The MIT Laboratory for Information and Decision Systems has issued an interesting news release in which it advocates that artificial data can give the same results as real data without compromising privacy.

I have been working in the data / big data arena for a large number of years. As a result creating data to test software I have developed or systems I have built is nothing new. I have a large number of scripts that can create test data. I am not alone in this as most developers will also have scripts to easily create test data. In addition a number of companies exist that provide test data either as a free or paid for service for example Grid Tools.

The concept of test data is just there to test the system. It sees where the cracks are such as are the fields in the database set to the correct width and type. It can be used to verify that a given set of inputs produce the expected result. Overall the concept behind test data is to test functional data.
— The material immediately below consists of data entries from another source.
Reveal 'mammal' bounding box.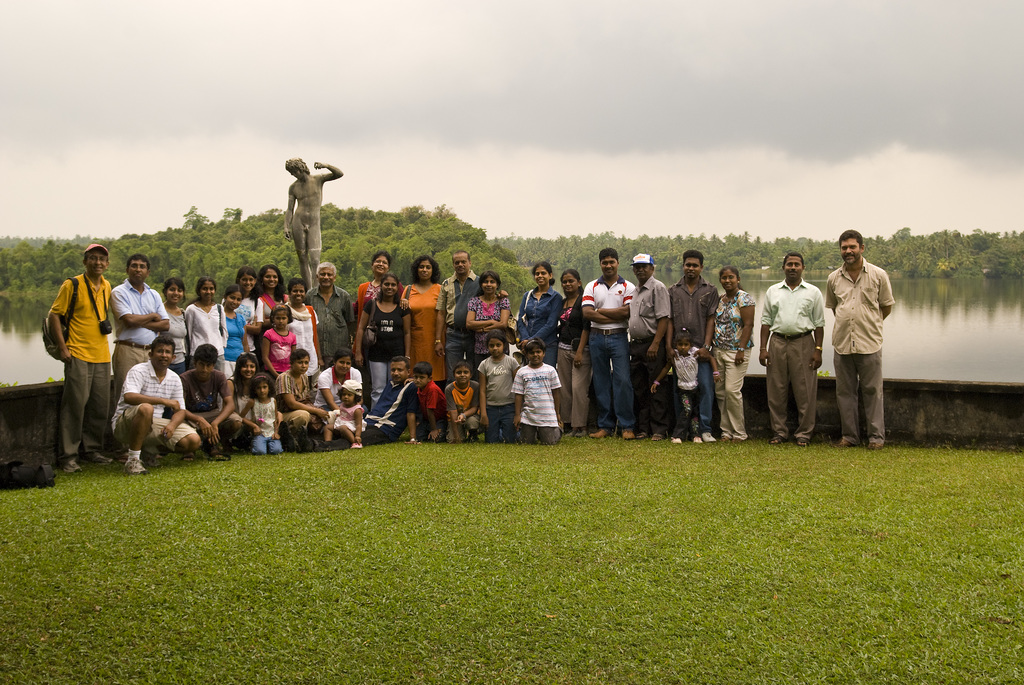
Revealed: locate(356, 275, 410, 410).
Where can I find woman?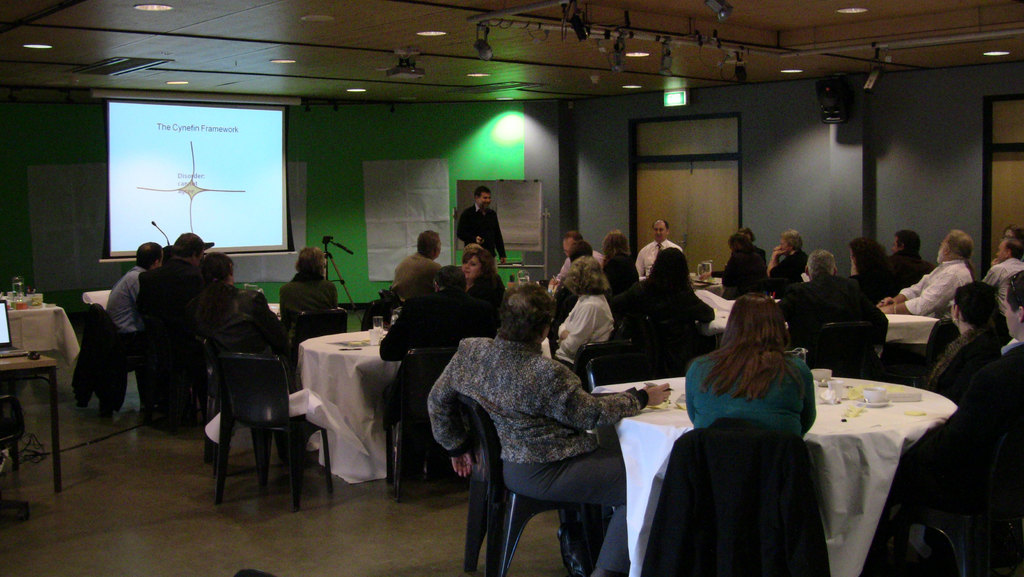
You can find it at 922 273 1007 398.
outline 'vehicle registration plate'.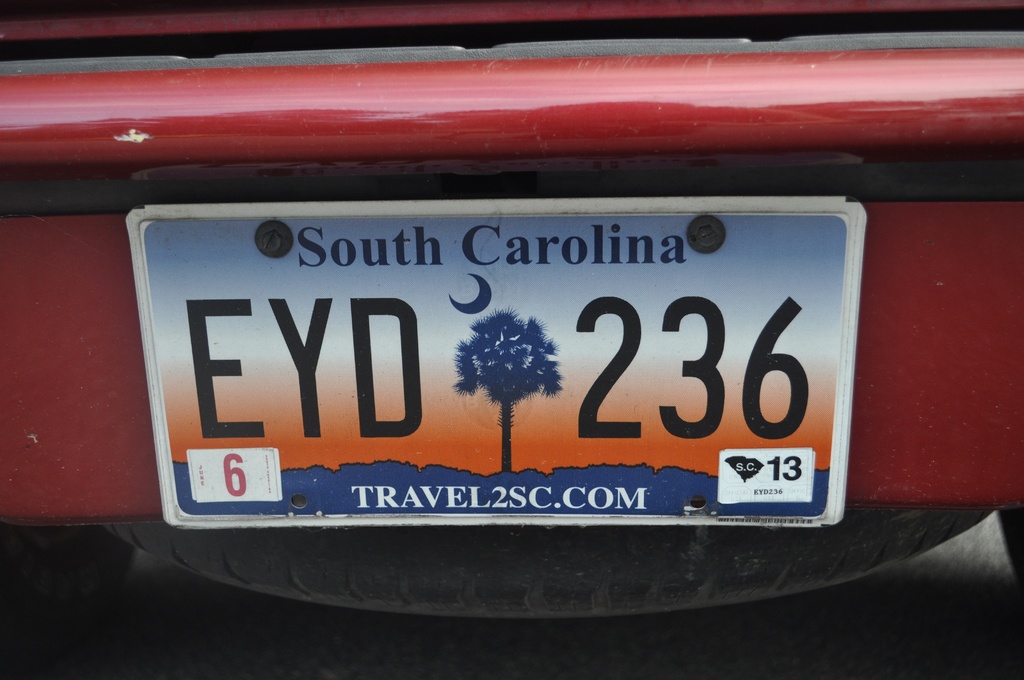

That is where this new tool from MIT really stands out from the crowd as it appears to do so much more. Not only does it test the functionality of the system but according to MIT the synthetic data can be used by data scientists to build models and get real meaning from the dataset without exposing potentially revealing private information.

The approach taken is to model the existing database through the use of machine learning. The model builds correlations between multiple fields to create a more realistic synthetic model. The structure of the source database is also modelled to keep the relationships between the data elements identical across both the real and synthetic data. The tests carried out by the team showed that there was no real difference in performance but the press release does not discuss the accuracy of the synthetic data against real data and this is something I’d like to see explored further.

The standard approach to building meaningful models with sensitive data is to use anonymisation techniques to remove potentially sensitive data or identifying elements of data. So once the data has been anonymised the rest of the data can be used to create a model. How the standard approach and the approach from MIT compare in the real world is still to be tested so watch this space.